2010 marks an interesting shift in the music-rhythm genre. Between Harmonix offering realistic music instruments alongside its abstract controllers for Rock Band 3 and Activision winding down Guitar Hero production to just one release a year, the once-dominant gaming pastime is rapidly changing. InstantJam, out in a few weeks' time, is offering something new, and what could quite easily be described as the Holy Grail of the genre. What if you could play along with any track you own?
Running in a browser, whether it be through Facebook or any other website, InstantJam will use the MP3 files on your computer and lets you play with a standard USB guitar or computer keyboard. From Led Zeppelin to Crystal Castles, the system already has several thousand tracks in its database, with the number rapidly climbing each day. While some previous PC music games created note tracks procedurally, here each track is constructed by hand to ensure it's both authentic and enjoyable to play. So how does it work, and why hasn't anyone done this before?

Instead of having to licence each track from music companies, the software simply plays it from your computer and runs the note track on top, cutting costs and ensuring that the game is free to play. As well as solo-play, you can compete with friends asynchronously through Facebook Connect for the highest score, and if you don't own a track, you can purchase songs from Amazon or iTunes directly through the game, which not only gives the developer royalties, but an added bonus for the player. "We give you currency as an in-game incentive, which would cost you more if you were paying for the song," says Castle. "So as a gamer, you are never going to go out and buy currency in our game, you would be silly to do that. You would just buy ten songs, buy an album, because everything you buy would add more wealth in you game."
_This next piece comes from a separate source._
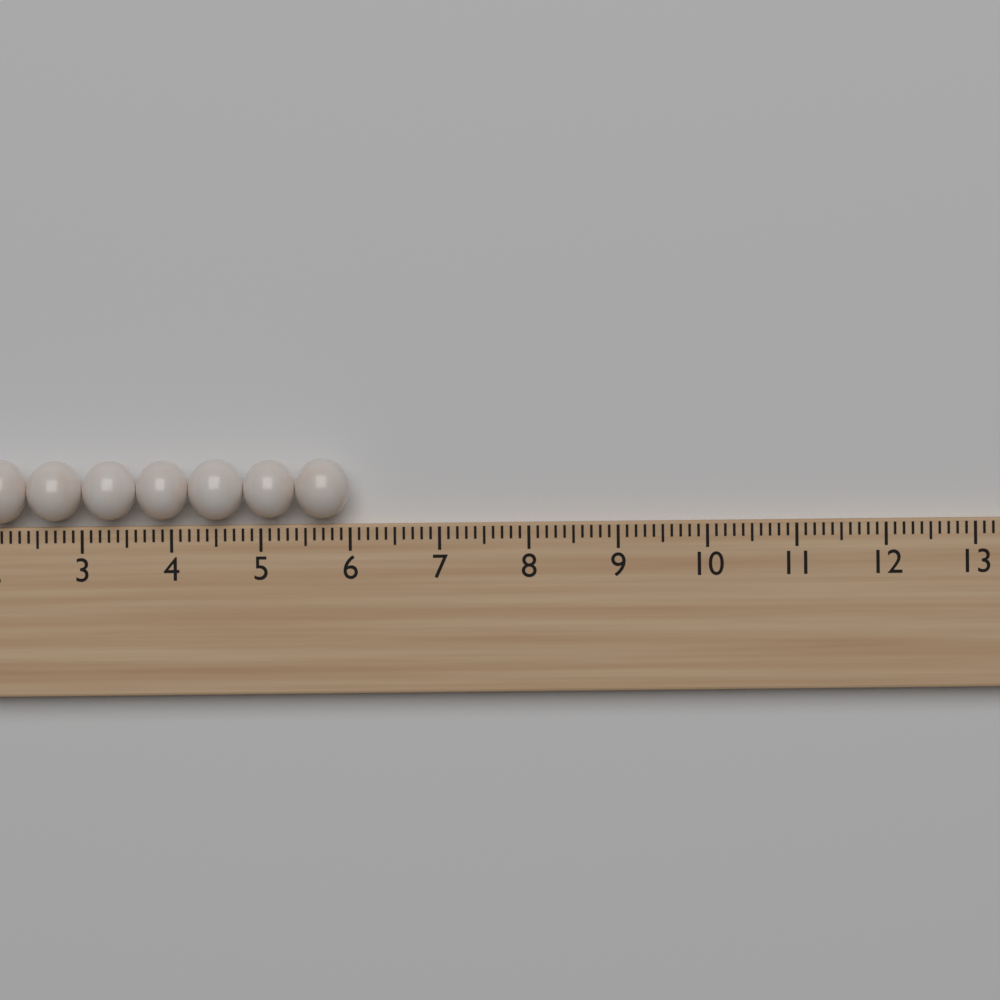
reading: 6.0 (no unit)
Looking at the declining popularity of genre in recent years, we asked whether players are still interested in another music-rhythm game. "People are still just as interested in playing the music they want to hear, there's just less novelty now," says Castle. "When I get a game that has 60 tracks in it and I only know ten of them, that doesn't feel like a very good deal. It's like, 'Wow, really?' And they're not even the ten songs I would pick, they're just the ones I know. So that's the problem. And I think we've changed that model, [the other publishers] are basically on a path to make it more core, even harder and harder to play, teaching you how to play a guitar... I don't agree with it as a philosophy, I think it's the opposite, I want to open it up to more and more people."

Castle, who co-founded Command & Conquer studio Westwood Studios, understands the reluctance of publishers wanting to be the first to put their games on the service, and sees InstantJam as the perfect test bed of its features. "I've come from the business and I've tried to defeat all the potential arguments," he says. "We're not a competitive threat to [publishers], we're non-exclusive like the Walmarts that are beating them over the head. It's new, it's challenging."

InstantAction has already signed up indie publisher Greenhouse, bringing the likes of Braid, Wold Of Goo and The Maw to the service by September, and hopes to attract publishers with its own "killers apps" in future. InstantJam is currently in closed beta, with a full rollout coming within the next few weeks, and will aim to accommodate between six to eight million concurrent users, making it "the biggest, most robust audience of any Facebook game today". Mac and Flash versions will be available soon after. Castle promises iteration and expansion for the title from day one, and hopes it will be just the title to push the in-browser service into the hands of gamers. "This wouldn't be possible without the InstantAction platform," he says. "So it's our chance to prove to the world that it's an incredibly powerful platform, and doing it in a way that any one else was expecting."
InstantJam is currently in closed beta and will be available in a few weeks' time.